The hand of Greece, dipped in the sea. Mountains, olive groves, stone villages and half-empty beaches — the country's quietest, richest corner. Tap a sub-region on the map to begin.
Everything people love about Greece — the food, the sea, the ancient stones, the hospitality — is here in its most concentrated form, without the cruise-ship crowds. The Peloponnese is where Greeks go on holiday.
Three hours south of Athens, the country changes. The motorway slims to a road, the road slims to a lane, the lane turns into a track between olive trees. Somewhere between the track and the sea is a taverna where the grandmother is still making the bread. That's the Peloponnese.
Unlike the islands, the Peloponnese isn't seasonal. It changes through the year, but it's never closed. Here's how.
“Many people's favourite month. Sea still 24°C.”
Each sub-region is its own world. Click through to see its destinations, experiences and ready-made itineraries.
Multi-day routes built from the same notebooks our guides keep — tested, refined, and never rushed.
All itineraries →Oak forests, village tavernas, the kind of week that resets you.
From Mani olive mills to Nemea wineries — eight days at the kitchen tables that raised us.
The spine of the southern Peloponnese. Ridge walks, summit camps, and a cold plunge at the end.
Venetian seafronts, the ancient theatre that still sings, coastal rides toward Mycenae.
A sea-rock fortress, Byzantine chapels, vineyards that know the salt wind.
Our flagship. Kayak, walk, cycle, swim — the full shape of the peninsula, at a slow pace.
Most travellers fly into Athens (ATH) and drive 2–4½ hours south. Kalamata (KLX) is the Peloponnese’s own airport — useful for Messinia, the Mani and Olympia in summer. The Rio–Antirrio bridge connects Patras to mainland Greece via the west.
A car is the right answer almost everywhere. Roads are quiet, well-paved on the spine routes, narrow and slow on the peninsulas — budget more time than the map suggests. Buses (KTEL) connect the cities; ferries reach Kythira from Neapoli.
Olive oil from Kalamata, Lalas and Trifylia. Wine from Nemea (Agiorgitiko) and Mantineia (Moschofilero). Look for syglino (smoked pork) in the Mani, gogges pasta in Messinia, and the small sweet figs of Kalamata in late summer.
English is widely spoken in tourist towns and by anyone under 50; less so in mountain villages. A few words of Greek — kaliméra, efharistó, parakaló — will be returned with delight.
Cards are accepted nearly everywhere; small tavernas and village kafeneía still prefer cash. ATMs are plentiful. Tipping is light — round up, leave 5–10%.
Travellers who want depth over breadth. Half-empty beaches, real conversations, and food that hasn’t been adjusted for visitors.
Tell us roughly what you like. We'll come back in a day or two with a hand-drawn itinerary — the route, the places to stay, the tavernas that don't have websites.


INSTRUCTIONS TO FOLLOW
Since the copy must hold text only, transcribe the data below exactly and omit the images.

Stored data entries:

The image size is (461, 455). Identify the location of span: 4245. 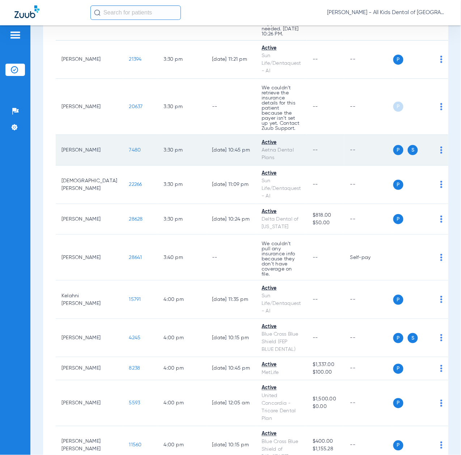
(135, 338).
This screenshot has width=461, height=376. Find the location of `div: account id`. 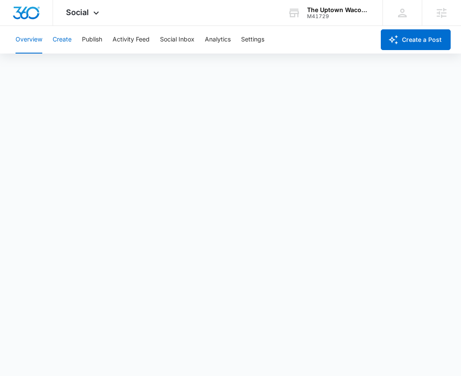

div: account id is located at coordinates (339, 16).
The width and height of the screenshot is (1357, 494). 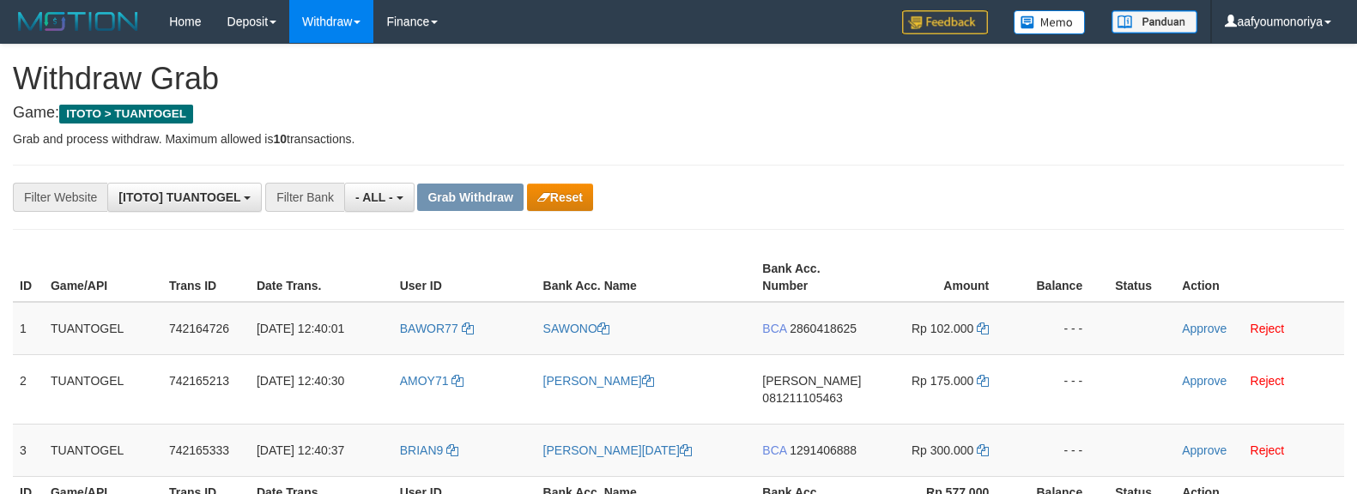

SOLVED EXERCISE
The image size is (461, 455). Identify the location of span: 4245. 
(135, 338).
This screenshot has width=461, height=376. Find the location of `div: account id`. 

div: account id is located at coordinates (339, 16).
The width and height of the screenshot is (1357, 494). 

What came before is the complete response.